Life under German occupation was a subject that was treated in the French cinema in a gradual manner, differing according to the time of the production, reflecting the process of coping with the darkest hour of the history of France that the French society when through in the last 65 years since the end of WWII. From the heroic approach of the years that followed the war, to the variety of approaches triggered by the New Wave of the 60s (including comedy) up to the more lucid and more historically and artistically true approach of the last decade. To a certain extent Bertrand Tavernier's 'Lassez-passer' closes a cycle, as it deals not only with day-to-day life but also to film making under the occupation.

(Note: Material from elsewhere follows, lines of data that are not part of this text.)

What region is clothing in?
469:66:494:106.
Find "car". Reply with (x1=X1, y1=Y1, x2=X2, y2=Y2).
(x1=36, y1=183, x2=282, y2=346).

Based on real experiences and memoirs the stories of the two heroes work make them work both in the film industry, but they never meet in the film, or if they do this is not shown on the screen. I find the idea genial, as the ways the two work and survive the war, the ways they oppose the occupation and resist not only physically but also morally are radically different. Director Jean Devaivre (Jacques Gamblin) is marginally involved with the Resistance but works for the hated German-led film house, where artists were obliged to make films glorifying the 'friendship' with the Germans, under the control and permanent scrutiny of the occupiers. Script-writer Jean Aurenche (Denis Podalydes) seems to be more interested in women, but his scripts insert subversive lines, and his actions alleviate the sufferings of a fellow writer imprisoned by the Germans. Both decide to continue to work under censorship and brutal control, and the moral rationale of this option is the key question of the film. Should the great artists of the time (names like Jean Gabin, Darielle Darieux, Michel Simon, director Clouzot) have refused to work under occupation/ Where does the positive will and need to continue life and to help the moral of the compatriots stop and collaboration with the enemy start?

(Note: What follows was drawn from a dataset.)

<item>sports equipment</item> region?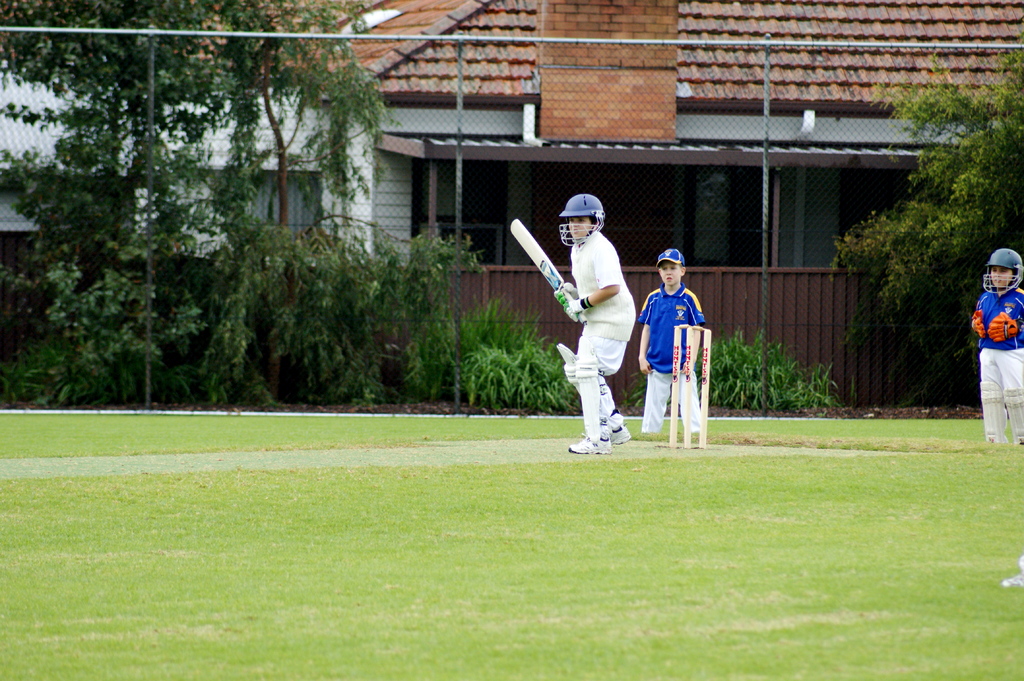
(x1=668, y1=324, x2=683, y2=448)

It is a long film, and especially the first 30 minutes are quite confusing, letting the impression of a difficult take-off, especially for viewers who are not necessarily familiar with all the heroes members of the milieu described in the movie. It can be felt that Tavernier was in love with the subject and wanted to make the complex picture of the period as complete as possible, but avoiding simplifications needs not necessarily result in a much longer film. The viewers are however rewarded in the second part of the film with two film moments of anthology, both having Devaivre (Gamblain) as a hero - the haunting bicycle trip from Paris to the 'campagne' in order to visit his family and the even more surrealistic episode where after getting hold of some secret documents he is flew into England to be briefed by the British espionage experts. If the episodes are also true as claimed they show that life in time of war can make sometimes stories greater than the stories imagined for the big screen.